16 September 2021

LFI 37...sort of

Week 37 of Let's Face It was a black/white/gray oil painting. I loved the reference photo, but I don't possess any oil paints, and although I'd like to learn to do that sometime, I'd rather wait to buy them until I will be using them regularly or even exclusively. So I decided I would just do a watercolor of the beautiful subject.

The thing is, though, that I loved the black and white. So I went back to a technique I have only done a couple of times before ("Smoker" and "Kurt Vonnegut") wherein you draw with a Uniball and then, before the ink dries and becomes waterproof, you use a paintbrush loaded only with water to move the ink around and create the lights and darks and shadows.

It makes for a little less stark image in terms of contrast, because the only way to get the darks super dark by doing this is to keep scribbling with ink and then moving it around before it can dry, and it's all too easy to mess that up and have some unlovely marks become permanent. So the lights and darks are more subtle here, especially regarding her black hair and in the darkest shadows. Her tank top was also black, but I chose to just suggest it with the outlines and a little shadow around the detailed edges, leaving the center pristine.

After I was done, I couldn't resist putting some pink into the rose, and echoed a tiny bit of it under her cheekbone; and then I inked in the border, and then I decided that some background color would really make the figure pop.

I'm pretty pleased with this, especially because I drew it freehand while the teacher used a grid! Some of the angles are not quite right, but all in all it's a pretty faithful reproduction of the model's stance.


"Blush Rose"—pencil, Uniball pen, water, Paul Jackson watercolors on Fluid 140-lb. coldpress paper, a little smaller than 9x12 inches.

15 September 2021

#theydrawalong

 Got an inadvertently early start this morning—got up at 8:25, fed the cat, then checked my email and saw that the latest draw-along session with Nate and Salli had just started (in New York, so they start at 11:30 their time), so I jumped on. This session featured guest artist Jennifer Orkin Lewis, aka August Wren. She mostly works in gouache, which we have established is NOT my thing, so I played along in my familiar media of Uniball pen followed by some watercolor. She laid out an array of semi-random objects, so I picked some that could maybe go together in a dish if I were cooking, and did this little sketch, throwing in a couple of the flowers for decor and the fig because figs! Nothing is quite proportionately to size, but...?

These draw-along sessions are fun and helpful, in that they get you to draw and paint quickly, without thinking too much. And at 8:30 in the morning, who can think anyway?


#theydrawalong #theydrawlearnalong #theydrawandcook



13 September 2021

Playing around

This one didn't quite come off, but it almost did. What I really needed was to start with a bigger piece of paper—I needed more room for her hands, arms, and upper torso. And also, probably, to know what I was trying to pull off, instead of just throwing everything at it and hoping it would work.

I do like that it came out a little more painterly than some. The hands are kind of lame, but I left them somewhat undefined on purpose. The stencil in the background turned into kind of a mess so I partially obscured it and hoped it would look like wallpaper or something.

A good afternoon of practice and experimentation.






















"Blonde Wig"—stencil, charcoal pencil, acrylics, Stabilo pencil, on watercolor paper, 16x12 inches.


## EXERCISE BRIEF
Without omission or alteration, write out all of the data.

## GIVEN INFORMATION
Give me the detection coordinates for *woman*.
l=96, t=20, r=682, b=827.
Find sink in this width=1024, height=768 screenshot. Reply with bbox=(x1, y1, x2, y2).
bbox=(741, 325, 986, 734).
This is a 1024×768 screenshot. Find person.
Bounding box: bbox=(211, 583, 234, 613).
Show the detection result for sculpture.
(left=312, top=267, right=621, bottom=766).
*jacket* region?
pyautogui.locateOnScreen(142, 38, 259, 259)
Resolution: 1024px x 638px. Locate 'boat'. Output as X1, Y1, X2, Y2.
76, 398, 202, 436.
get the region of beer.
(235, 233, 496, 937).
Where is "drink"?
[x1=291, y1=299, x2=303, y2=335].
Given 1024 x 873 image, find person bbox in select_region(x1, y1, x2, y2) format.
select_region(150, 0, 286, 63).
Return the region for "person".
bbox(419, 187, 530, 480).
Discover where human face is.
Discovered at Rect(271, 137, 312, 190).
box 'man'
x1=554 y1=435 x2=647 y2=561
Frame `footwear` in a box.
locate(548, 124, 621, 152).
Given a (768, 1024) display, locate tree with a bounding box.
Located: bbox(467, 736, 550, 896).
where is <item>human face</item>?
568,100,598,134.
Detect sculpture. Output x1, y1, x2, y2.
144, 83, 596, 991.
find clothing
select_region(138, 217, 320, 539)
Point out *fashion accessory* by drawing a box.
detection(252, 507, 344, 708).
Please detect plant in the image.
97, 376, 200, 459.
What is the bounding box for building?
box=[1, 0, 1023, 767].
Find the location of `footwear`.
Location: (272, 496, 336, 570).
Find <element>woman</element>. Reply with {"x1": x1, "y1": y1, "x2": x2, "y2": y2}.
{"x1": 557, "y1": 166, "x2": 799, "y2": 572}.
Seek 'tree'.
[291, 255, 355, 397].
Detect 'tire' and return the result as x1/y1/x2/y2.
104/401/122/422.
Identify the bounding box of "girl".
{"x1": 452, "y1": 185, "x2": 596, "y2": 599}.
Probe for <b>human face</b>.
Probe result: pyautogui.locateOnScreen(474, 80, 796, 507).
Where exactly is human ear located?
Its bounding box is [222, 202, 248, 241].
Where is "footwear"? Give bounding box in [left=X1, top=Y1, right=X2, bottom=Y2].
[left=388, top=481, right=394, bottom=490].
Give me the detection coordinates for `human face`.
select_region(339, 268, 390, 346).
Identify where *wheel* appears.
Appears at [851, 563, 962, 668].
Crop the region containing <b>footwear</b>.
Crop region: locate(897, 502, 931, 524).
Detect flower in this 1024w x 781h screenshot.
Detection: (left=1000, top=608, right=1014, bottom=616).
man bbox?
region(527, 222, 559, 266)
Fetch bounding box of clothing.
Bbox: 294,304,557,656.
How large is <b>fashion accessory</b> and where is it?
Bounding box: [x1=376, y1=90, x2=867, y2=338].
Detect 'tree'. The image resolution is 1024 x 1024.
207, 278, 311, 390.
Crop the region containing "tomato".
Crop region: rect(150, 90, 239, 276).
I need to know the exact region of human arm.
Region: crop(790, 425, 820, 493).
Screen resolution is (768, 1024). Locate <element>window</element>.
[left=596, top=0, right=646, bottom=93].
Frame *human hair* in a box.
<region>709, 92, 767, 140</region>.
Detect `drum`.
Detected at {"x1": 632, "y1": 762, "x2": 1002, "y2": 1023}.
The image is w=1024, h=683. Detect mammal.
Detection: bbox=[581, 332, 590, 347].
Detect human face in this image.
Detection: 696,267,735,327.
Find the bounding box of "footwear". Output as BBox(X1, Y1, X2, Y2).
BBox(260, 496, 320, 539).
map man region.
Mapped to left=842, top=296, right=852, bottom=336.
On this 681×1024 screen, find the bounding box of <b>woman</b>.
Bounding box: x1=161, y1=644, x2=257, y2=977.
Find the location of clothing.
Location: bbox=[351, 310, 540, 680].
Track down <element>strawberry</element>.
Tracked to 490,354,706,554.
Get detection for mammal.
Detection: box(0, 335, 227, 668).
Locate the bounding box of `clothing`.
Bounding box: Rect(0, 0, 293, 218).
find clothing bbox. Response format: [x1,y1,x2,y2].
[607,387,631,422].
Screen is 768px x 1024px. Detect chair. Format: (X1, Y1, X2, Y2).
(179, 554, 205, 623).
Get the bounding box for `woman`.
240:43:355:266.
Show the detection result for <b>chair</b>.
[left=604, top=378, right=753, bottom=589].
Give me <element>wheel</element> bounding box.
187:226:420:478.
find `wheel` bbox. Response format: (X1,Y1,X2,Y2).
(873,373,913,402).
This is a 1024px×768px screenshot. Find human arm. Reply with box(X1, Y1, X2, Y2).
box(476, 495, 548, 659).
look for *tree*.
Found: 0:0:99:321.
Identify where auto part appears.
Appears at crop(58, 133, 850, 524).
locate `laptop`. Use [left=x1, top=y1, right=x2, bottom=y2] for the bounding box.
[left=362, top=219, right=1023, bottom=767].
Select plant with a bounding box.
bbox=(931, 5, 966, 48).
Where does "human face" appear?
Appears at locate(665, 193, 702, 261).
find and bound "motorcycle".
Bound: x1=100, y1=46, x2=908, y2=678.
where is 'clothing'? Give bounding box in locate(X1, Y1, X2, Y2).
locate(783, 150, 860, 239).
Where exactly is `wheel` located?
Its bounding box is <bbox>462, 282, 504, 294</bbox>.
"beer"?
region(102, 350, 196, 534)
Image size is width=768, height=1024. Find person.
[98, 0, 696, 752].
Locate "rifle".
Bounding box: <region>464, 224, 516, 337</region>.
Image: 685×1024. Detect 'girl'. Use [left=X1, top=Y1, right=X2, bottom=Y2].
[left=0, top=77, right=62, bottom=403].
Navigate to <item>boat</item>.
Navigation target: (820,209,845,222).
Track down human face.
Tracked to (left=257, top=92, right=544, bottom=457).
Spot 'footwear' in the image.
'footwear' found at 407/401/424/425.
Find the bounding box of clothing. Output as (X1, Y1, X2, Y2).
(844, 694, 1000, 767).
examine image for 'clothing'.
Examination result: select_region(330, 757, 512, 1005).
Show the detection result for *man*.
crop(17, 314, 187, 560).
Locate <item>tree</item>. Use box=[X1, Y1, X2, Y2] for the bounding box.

## RESPONSE AREA
Give me the detection coordinates for *woman*.
l=96, t=20, r=682, b=827.
Find sink in this width=1024, height=768 screenshot. Reply with bbox=(x1, y1, x2, y2).
bbox=(741, 325, 986, 734).
This is a 1024×768 screenshot. Find person.
Bounding box: bbox=(211, 583, 234, 613).
Show the detection result for sculpture.
(left=312, top=267, right=621, bottom=766).
*jacket* region?
pyautogui.locateOnScreen(142, 38, 259, 259)
Resolution: 1024px x 638px. Locate 'boat'. Output as X1, Y1, X2, Y2.
76, 398, 202, 436.
get the region of beer.
(235, 233, 496, 937).
Where is "drink"?
[x1=291, y1=299, x2=303, y2=335].
Given 1024 x 873 image, find person bbox in select_region(x1, y1, x2, y2) format.
select_region(150, 0, 286, 63).
Return the region for "person".
bbox(419, 187, 530, 480).
Discover where human face is.
Discovered at Rect(271, 137, 312, 190).
box 'man'
x1=554 y1=435 x2=647 y2=561
Frame `footwear` in a box.
locate(548, 124, 621, 152).
Given a (768, 1024) display, locate tree with a bounding box.
Located: bbox(467, 736, 550, 896).
where is <item>human face</item>?
568,100,598,134.
Detect sculpture. Output x1, y1, x2, y2.
144, 83, 596, 991.
find clothing
select_region(138, 217, 320, 539)
Point out *fashion accessory* by drawing a box.
detection(252, 507, 344, 708).
Please detect plant in the image.
97, 376, 200, 459.
What is the bounding box for building?
box=[1, 0, 1023, 767].
Find the location of `footwear`.
Location: (272, 496, 336, 570).
Find <element>woman</element>. Reply with {"x1": x1, "y1": y1, "x2": x2, "y2": y2}.
{"x1": 557, "y1": 166, "x2": 799, "y2": 572}.
Seek 'tree'.
[291, 255, 355, 397].
Detect 'tire' and return the result as x1/y1/x2/y2.
104/401/122/422.
Identify the bounding box of "girl".
{"x1": 452, "y1": 185, "x2": 596, "y2": 599}.
Probe for <b>human face</b>.
Probe result: pyautogui.locateOnScreen(474, 80, 796, 507).
Where exactly is human ear located?
Its bounding box is [222, 202, 248, 241].
Where is "footwear"? Give bounding box in [left=X1, top=Y1, right=X2, bottom=Y2].
[left=388, top=481, right=394, bottom=490].
Give me the detection coordinates for `human face`.
select_region(339, 268, 390, 346).
Identify where *wheel* appears.
Appears at [851, 563, 962, 668].
Crop the region containing <b>footwear</b>.
Crop region: locate(897, 502, 931, 524).
Detect flower in this 1024w x 781h screenshot.
Detection: (left=1000, top=608, right=1014, bottom=616).
man bbox?
region(527, 222, 559, 266)
Fetch bounding box of clothing.
Bbox: 294,304,557,656.
How large is <b>fashion accessory</b> and where is it?
Bounding box: [x1=376, y1=90, x2=867, y2=338].
Detect 'tree'. The image resolution is 1024 x 1024.
207, 278, 311, 390.
Crop the region containing "tomato".
Crop region: rect(150, 90, 239, 276).
I need to know the exact region of human arm.
Region: crop(790, 425, 820, 493).
Screen resolution is (768, 1024). Locate <element>window</element>.
[left=596, top=0, right=646, bottom=93].
Frame *human hair* in a box.
<region>709, 92, 767, 140</region>.
Detect `drum`.
Detected at {"x1": 632, "y1": 762, "x2": 1002, "y2": 1023}.
The image is w=1024, h=683. Detect mammal.
Detection: bbox=[581, 332, 590, 347].
Detect human face in this image.
Detection: 696,267,735,327.
Find the bounding box of "footwear". Output as BBox(X1, Y1, X2, Y2).
BBox(260, 496, 320, 539).
map man region.
Mapped to left=842, top=296, right=852, bottom=336.
On this 681×1024 screen, find the bounding box of <b>woman</b>.
Bounding box: x1=161, y1=644, x2=257, y2=977.
Find the location of clothing.
Location: bbox=[351, 310, 540, 680].
Track down <element>strawberry</element>.
Tracked to 490,354,706,554.
Get detection for mammal.
Detection: box(0, 335, 227, 668).
Locate the bounding box of `clothing`.
Bounding box: Rect(0, 0, 293, 218).
find clothing bbox. Response format: [x1,y1,x2,y2].
[607,387,631,422].
Screen is 768px x 1024px. Detect chair. Format: (X1, Y1, X2, Y2).
(179, 554, 205, 623).
Get the bounding box for `woman`.
240:43:355:266.
Show the detection result for <b>chair</b>.
[left=604, top=378, right=753, bottom=589].
Give me <element>wheel</element> bounding box.
187:226:420:478.
find `wheel` bbox. Response format: (X1,Y1,X2,Y2).
(873,373,913,402).
This is a 1024px×768px screenshot. Find human arm. Reply with box(X1, Y1, X2, Y2).
box(476, 495, 548, 659).
look for *tree*.
Found: 0:0:99:321.
Identify where auto part appears.
Appears at crop(58, 133, 850, 524).
locate `laptop`. Use [left=x1, top=y1, right=x2, bottom=y2] for the bounding box.
[left=362, top=219, right=1023, bottom=767].
Select plant with a bounding box.
bbox=(931, 5, 966, 48).
Where does "human face" appear?
Appears at locate(665, 193, 702, 261).
find and bound "motorcycle".
Bound: x1=100, y1=46, x2=908, y2=678.
where is 'clothing'? Give bounding box in locate(X1, Y1, X2, Y2).
locate(783, 150, 860, 239).
Where exactly is `wheel` located?
Its bounding box is <bbox>462, 282, 504, 294</bbox>.
"beer"?
region(102, 350, 196, 534)
Image size is width=768, height=1024. Find person.
[98, 0, 696, 752].
Locate "rifle".
Bounding box: <region>464, 224, 516, 337</region>.
Image: 685×1024. Detect 'girl'. Use [left=X1, top=Y1, right=X2, bottom=Y2].
[left=0, top=77, right=62, bottom=403].
Navigate to <item>boat</item>.
Navigation target: (820,209,845,222).
Track down human face.
Tracked to (left=257, top=92, right=544, bottom=457).
Spot 'footwear' in the image.
'footwear' found at 407/401/424/425.
Find the bounding box of clothing. Output as (X1, Y1, X2, Y2).
(844, 694, 1000, 767).
examine image for 'clothing'.
Examination result: select_region(330, 757, 512, 1005).
Show the detection result for *man*.
crop(17, 314, 187, 560).
Locate <item>tree</item>. Use box=[X1, Y1, X2, Y2] for the bounding box.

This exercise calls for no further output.